Friday, January 28, 2011

Antonio Salieri – Falstaff - Alberto Veronesi, Guido Cantelli Orchestra Milan

 

 


 

 

 

 

Review:

Gluck is supposed to have said of a piece of Salieri's, "Puzza di musica"  "It reeks of music"  and if you listen to this recording you will understand why Gluck held his disciple in such esteem. It is worth noting that Salieri held the most important musical job in Europe, court composer to the Habsburg Imperial court Birth House of Antonio Salieri in Legnago (Venetoand numbered Gluck, Haydn, and Mozart as friends and colleagues, and Beethoven, Schubert, Hummel, and Liszt as pupils.

Salieri's "Falstaff, ossia le tre burli" ("Falstaff, or the three hoaxes"), to a libretto by Carlo Prospero Gianfranceschi, was first performed in Vienna in 1799, making it one of his last operas. It is a "dramma giocoso"..., that is, an opera buffa with some serious elements. This is an interesting time in the history of Italian opera -- Mozart's great operas were almost a decade in the past, and Rossini's about a decade away. Stylistically, though, we are closer to the classical than the bel canto. The various ensembles (including extended finales to each of the two acts) are reminiscent of Mozart, Salieri obviously learned much from his great contemporary. Some of the numbers, too, have an element of opera seria parody, just as we find, say, in Fiordiligi's aria "Come scoglio" in "Cosi fan tutte". The performance here, by authentic Italian forces, does justice to the idiomatic character of classical Italian opera buffa. So much of the action takes place in secco recitatives and it is essential that the singers impart the nuance of the Italian language to it. The wonderful ensemble is ably supported by Alberto Veronesi and his Milanese forces.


### Task details
Below are some records. Reproduce them exactly from their first line through the line with "Task: Click on", inclusive.

Top of Data extract

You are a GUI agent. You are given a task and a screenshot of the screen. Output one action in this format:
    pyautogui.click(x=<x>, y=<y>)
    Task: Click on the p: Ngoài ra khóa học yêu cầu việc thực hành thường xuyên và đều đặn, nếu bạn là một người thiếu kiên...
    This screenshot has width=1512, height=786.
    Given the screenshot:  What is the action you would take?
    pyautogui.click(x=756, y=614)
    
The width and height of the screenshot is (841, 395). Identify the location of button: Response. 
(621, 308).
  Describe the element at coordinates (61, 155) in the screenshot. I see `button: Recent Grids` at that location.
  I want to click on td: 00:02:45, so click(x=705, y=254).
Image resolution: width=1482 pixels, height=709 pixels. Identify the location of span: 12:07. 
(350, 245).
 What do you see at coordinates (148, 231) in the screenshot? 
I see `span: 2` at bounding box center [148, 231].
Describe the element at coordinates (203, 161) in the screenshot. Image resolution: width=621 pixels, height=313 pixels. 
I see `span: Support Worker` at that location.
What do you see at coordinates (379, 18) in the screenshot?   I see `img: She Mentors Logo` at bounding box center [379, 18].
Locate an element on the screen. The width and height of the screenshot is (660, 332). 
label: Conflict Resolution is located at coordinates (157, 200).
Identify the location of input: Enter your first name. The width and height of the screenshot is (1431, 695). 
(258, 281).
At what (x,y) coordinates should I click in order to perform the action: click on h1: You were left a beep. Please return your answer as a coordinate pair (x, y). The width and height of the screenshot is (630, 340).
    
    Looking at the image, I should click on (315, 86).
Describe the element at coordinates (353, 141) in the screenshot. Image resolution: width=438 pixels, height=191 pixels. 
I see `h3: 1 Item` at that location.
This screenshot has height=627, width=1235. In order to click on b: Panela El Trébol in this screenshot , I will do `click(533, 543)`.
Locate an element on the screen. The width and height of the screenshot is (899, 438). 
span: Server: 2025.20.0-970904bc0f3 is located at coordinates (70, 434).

Bottom of Data extract

### Response to this task
You are a GUI agent. You are given a task and a screenshot of the screen. Output one action in this format:
    pyautogui.click(x=<x>, y=<y>)
    Task: Click on the p: Ngoài ra khóa học yêu cầu việc thực hành thường xuyên và đều đặn, nếu bạn là một người thiếu kiên...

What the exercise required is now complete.